Researchers are still debating whether Spinosaurus stood in the shallows and dipped its jaws in to catch prey, or if it spent most of its time submerged, seeking animals in the water.
"In part, this is probably because we were challenging decade-old dogma, so even if you have a very strong case, you kind of expect a certain degree of pushback," Dr. Ibrahim said.
An international team of experts, including senior author Dr. Ibrahim and lead author Dr. Matteo Fabbri of Chicago's Field Museum, sought an alternative method of determining the lifestyle and ecology of long-extinct animals like Spinosaurus in response to this ongoing controversy.
The concept behind our work, according to Dr. Fabbri, was that there are many possible interpretations for the fossil data. What about the fundamental physical laws, though? Any organism on this planet must abide by a certain set of laws. One of these laws relates to density and water-submergence capabilities.
Bone density can reveal if an animal can swim and submerge itself across the animal kingdom.
An specialist on the internal structure of bone, Fabbri, stated that "previous studies have shown that mammals adapted to water have dense, compact bone in their postcranial (behind the skull) skeletons." Dense bone aids in buoyancy control and enables submersion of the animal.
The team compiled a massive dataset of femur and rib bone cross-sections from 250 species of extinct and living creatures, including both land- and water-dwellers, and covered animals weighing from a few grams to several tons, including seals, whales, elephants, mice, and even hummingbirds.
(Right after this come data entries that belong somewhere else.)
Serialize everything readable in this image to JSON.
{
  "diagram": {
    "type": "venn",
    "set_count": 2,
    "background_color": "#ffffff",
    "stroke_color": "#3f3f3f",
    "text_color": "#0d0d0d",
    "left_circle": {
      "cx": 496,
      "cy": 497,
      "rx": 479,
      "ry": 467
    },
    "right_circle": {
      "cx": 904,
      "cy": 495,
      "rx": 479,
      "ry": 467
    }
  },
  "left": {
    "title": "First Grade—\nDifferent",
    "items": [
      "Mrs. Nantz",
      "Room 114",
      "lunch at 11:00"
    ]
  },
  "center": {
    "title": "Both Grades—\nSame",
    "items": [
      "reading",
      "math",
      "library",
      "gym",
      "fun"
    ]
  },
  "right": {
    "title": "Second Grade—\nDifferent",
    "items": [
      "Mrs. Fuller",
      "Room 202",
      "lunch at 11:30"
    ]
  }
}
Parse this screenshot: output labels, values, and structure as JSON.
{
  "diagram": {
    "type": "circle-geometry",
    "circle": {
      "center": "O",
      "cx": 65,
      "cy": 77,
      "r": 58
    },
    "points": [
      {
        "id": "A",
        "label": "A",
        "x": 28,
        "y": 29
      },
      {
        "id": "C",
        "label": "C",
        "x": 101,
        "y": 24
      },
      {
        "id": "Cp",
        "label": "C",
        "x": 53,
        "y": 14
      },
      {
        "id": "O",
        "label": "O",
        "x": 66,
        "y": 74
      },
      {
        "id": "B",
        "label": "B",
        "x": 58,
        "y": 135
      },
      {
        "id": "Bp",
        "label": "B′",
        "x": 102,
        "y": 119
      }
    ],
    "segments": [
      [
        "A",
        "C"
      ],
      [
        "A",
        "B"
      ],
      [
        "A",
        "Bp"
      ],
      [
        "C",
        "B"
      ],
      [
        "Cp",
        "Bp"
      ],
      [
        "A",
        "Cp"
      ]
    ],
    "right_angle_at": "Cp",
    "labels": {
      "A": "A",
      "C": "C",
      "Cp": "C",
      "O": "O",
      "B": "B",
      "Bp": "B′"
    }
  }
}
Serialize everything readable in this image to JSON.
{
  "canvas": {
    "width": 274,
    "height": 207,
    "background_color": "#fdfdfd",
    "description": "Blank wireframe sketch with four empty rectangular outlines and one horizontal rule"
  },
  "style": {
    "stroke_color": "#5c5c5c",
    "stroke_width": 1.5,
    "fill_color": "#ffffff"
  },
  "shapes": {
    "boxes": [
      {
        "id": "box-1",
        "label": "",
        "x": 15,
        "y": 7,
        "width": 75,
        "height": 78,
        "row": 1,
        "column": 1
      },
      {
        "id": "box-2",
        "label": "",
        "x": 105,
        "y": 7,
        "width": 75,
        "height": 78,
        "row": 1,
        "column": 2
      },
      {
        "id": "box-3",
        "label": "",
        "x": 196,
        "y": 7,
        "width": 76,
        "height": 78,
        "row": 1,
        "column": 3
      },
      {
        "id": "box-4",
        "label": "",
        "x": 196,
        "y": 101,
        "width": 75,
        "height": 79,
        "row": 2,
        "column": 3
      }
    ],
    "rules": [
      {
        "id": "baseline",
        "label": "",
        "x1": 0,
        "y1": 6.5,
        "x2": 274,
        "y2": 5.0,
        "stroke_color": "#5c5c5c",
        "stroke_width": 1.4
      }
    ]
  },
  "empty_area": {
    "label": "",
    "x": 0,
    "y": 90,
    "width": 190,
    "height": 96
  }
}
Additionally, they gathered information about extinct sea reptiles including plesiosaurs and mosasaurs. The researchers compared the cross sections of the bones from these creatures to those from the relatives of Spinosaurus, Baryonyx, and Suchomimus.
According to Dr. Ibrahim, "the scope of our study kept expanding because we kept thinking of more and more groups of vertebrates to include."
The researchers discovered a direct correlation between bone density and aquatic foraging behavior: species that dive underwater to collect food have bones that are almost entirely solid throughout, whereas the cross sections of bones in land animals more closely resemble doughnuts with hollow centers.
The scientists discovered that Spinosaurus and Baryonyx both had the kind of dense bone associated with complete submersion when they subjected spinosaurid dinosaur bones to this paradigm.
The bones of the distantly related African Suchomimus were hollower. Despite having a crocodile-like snout and conical teeth, it nevertheless resided near water and consumed fish, but due to its low bone density, it wasn't actively swimming. Ibrahim said, "That was a bit of a surprise, since Baryonyx and Suchomimus look rather similar." But the group quickly understood that it was not unusual and that other groups had also shown similar trends.